Federal employees’ biggest obstacle to seeing a bump to their salaries in 2020 appears to have been lifted, as the White House announced Aug. 30 that it intended to reverse the planned pay freeze for feds and instead institute a 2.6 percent across the board increase.
“As noted in my Budget for Fiscal Year 2020, our pay system must reform to align with mission-critical recruitment and retention goals, and to reward employees whose performance provides value for the American people,” Trump wrote in a letter to the Speaker of the House.
“My Administration will continue to support reforms that advance these aims.”
Trump announced in March that he intended to freeze federal pay for 2020 in order to shift federal compensation to more of a pay-for-performance model. The plan echoed a 2019 pay freeze for feds that was instituted by executive order before congressional budget legislation overturned it.
The new plan to increase pay by 2.6 percent would only impact base pay and would freeze locality pay increases, which are used to bump the pay of employees that live in expensive areas.
According to Trump’s letter, if locality pay increases were to follow the standard equation for yearly adjustments, the rise in locality pay would average at about 24 percent and cost the government $24 billion in its first year.
“President Trump’s action to provide federal employees with a 2.6 percent across-the-board pay raise next year is a positive step for the public servants who keep our country running every day. Federal employees have endured years of pay freezes and incremental adjustments that have failed to keep pace with inflation, and federal agencies are struggling to recruit and retain employees due to noncompetitive salaries that lag private-sector standards,” said American Federation of Government Employees National President J. David Cox Sr. in a statement.
“But the pay raise falls short by failing to provide any locality-based pay adjustments, which are essential if the government is ever going to make real progress is closing the wage gap between the federal and private sectors.”
Funding legislation passed by the House would have also increased federal base pay by 2.6 percent, while also granting a .5 percent bump on average to locality payments.
Such an adjustment would constitute the largest federal employee pay increase in the last decade and put federal employees on parity with the planned increase for military personnel.
“I call on Congress to finish what the White House has started by approving the House-passed pay raise during upcoming budget negotiations,” said Cox.
Jessie Bur covers federal IT and management.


## Action item
Check every line below for the word "Monitoreo" and copy the ones that have it.
─── Source material
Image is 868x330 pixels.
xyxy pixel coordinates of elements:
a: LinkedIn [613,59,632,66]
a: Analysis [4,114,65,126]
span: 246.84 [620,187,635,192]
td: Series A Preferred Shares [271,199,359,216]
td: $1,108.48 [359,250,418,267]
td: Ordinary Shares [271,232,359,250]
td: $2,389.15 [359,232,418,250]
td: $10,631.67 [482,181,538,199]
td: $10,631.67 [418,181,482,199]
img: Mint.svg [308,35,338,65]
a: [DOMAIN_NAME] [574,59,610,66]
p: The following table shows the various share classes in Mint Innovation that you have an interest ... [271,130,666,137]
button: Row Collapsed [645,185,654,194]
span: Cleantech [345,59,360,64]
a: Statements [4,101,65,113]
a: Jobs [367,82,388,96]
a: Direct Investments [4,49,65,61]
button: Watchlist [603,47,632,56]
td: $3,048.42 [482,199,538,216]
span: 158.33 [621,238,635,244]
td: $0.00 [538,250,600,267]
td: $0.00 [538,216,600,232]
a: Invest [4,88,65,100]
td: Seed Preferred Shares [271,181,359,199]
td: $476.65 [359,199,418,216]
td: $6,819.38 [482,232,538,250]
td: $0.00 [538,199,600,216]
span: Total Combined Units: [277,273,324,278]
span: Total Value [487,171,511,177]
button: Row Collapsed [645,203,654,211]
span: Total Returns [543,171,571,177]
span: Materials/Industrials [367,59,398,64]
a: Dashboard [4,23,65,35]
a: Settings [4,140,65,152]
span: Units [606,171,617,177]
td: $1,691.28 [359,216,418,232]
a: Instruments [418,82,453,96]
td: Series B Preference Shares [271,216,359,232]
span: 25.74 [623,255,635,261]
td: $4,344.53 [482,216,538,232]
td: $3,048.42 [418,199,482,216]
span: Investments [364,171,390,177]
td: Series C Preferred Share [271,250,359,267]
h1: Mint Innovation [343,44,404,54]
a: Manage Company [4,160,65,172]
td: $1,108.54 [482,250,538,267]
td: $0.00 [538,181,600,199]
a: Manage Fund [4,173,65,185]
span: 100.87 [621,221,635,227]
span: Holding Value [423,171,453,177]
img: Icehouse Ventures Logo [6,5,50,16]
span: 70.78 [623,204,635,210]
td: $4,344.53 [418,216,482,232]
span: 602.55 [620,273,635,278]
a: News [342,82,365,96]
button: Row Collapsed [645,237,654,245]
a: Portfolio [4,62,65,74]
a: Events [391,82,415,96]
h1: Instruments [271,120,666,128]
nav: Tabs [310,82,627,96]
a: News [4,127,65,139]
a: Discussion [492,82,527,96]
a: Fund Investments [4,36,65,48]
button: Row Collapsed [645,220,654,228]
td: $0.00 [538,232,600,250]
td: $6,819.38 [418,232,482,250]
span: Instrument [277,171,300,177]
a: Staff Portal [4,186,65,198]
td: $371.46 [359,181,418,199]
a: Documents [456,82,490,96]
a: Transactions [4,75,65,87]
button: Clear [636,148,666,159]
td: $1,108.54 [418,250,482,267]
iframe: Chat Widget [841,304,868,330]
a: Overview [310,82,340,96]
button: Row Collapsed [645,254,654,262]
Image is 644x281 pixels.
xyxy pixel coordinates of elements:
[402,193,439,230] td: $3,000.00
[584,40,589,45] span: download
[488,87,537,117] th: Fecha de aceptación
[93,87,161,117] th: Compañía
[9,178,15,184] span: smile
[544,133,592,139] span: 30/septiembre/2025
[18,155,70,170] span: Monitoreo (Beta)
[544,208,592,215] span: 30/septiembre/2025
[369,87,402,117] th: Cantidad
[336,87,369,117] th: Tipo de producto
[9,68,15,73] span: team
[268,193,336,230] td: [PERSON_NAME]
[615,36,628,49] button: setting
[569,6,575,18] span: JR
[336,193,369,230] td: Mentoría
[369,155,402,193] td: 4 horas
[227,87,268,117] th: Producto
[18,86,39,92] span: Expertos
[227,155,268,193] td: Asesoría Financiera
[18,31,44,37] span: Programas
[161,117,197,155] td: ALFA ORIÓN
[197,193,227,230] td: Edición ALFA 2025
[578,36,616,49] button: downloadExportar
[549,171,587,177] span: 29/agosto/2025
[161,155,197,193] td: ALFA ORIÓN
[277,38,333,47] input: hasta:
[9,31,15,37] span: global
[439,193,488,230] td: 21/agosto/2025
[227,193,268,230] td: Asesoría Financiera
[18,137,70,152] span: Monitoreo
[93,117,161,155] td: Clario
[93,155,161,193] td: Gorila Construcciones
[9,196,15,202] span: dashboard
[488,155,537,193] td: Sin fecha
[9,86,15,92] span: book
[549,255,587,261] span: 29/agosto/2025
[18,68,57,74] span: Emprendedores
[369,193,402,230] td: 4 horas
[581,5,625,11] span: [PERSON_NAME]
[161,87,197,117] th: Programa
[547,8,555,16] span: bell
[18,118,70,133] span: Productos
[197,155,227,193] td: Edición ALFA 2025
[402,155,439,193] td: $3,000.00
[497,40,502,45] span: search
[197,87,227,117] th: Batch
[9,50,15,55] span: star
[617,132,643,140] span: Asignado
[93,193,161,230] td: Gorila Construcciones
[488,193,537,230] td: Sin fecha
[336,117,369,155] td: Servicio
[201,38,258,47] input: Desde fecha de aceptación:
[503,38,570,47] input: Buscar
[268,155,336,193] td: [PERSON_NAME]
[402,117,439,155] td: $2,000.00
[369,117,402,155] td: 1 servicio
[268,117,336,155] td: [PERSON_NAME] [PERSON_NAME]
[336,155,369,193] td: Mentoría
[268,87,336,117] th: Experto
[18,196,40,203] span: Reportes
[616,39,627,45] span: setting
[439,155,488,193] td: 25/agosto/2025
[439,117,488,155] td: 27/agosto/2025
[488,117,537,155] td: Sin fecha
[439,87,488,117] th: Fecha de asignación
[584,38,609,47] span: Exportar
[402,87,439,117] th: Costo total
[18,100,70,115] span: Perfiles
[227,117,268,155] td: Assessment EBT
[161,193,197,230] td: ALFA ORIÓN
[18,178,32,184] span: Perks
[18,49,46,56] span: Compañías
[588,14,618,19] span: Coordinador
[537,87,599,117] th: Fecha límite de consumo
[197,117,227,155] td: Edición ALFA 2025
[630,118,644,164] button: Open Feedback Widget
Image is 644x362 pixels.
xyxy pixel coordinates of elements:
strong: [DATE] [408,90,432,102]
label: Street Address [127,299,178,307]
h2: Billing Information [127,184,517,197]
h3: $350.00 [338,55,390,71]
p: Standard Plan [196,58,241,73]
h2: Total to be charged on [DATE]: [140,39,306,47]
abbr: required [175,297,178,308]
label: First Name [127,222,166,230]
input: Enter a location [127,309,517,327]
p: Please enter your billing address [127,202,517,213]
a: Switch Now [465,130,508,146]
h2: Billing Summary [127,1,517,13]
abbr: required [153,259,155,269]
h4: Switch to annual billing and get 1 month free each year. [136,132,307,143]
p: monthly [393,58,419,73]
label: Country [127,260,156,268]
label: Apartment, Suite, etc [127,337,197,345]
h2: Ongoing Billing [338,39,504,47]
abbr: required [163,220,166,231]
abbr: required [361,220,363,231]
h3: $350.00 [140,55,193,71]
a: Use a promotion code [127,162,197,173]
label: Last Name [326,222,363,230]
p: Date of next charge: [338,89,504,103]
──────
## Solved exercise
[18,155,70,170] span: Monitoreo (Beta)
[18,137,70,152] span: Monitoreo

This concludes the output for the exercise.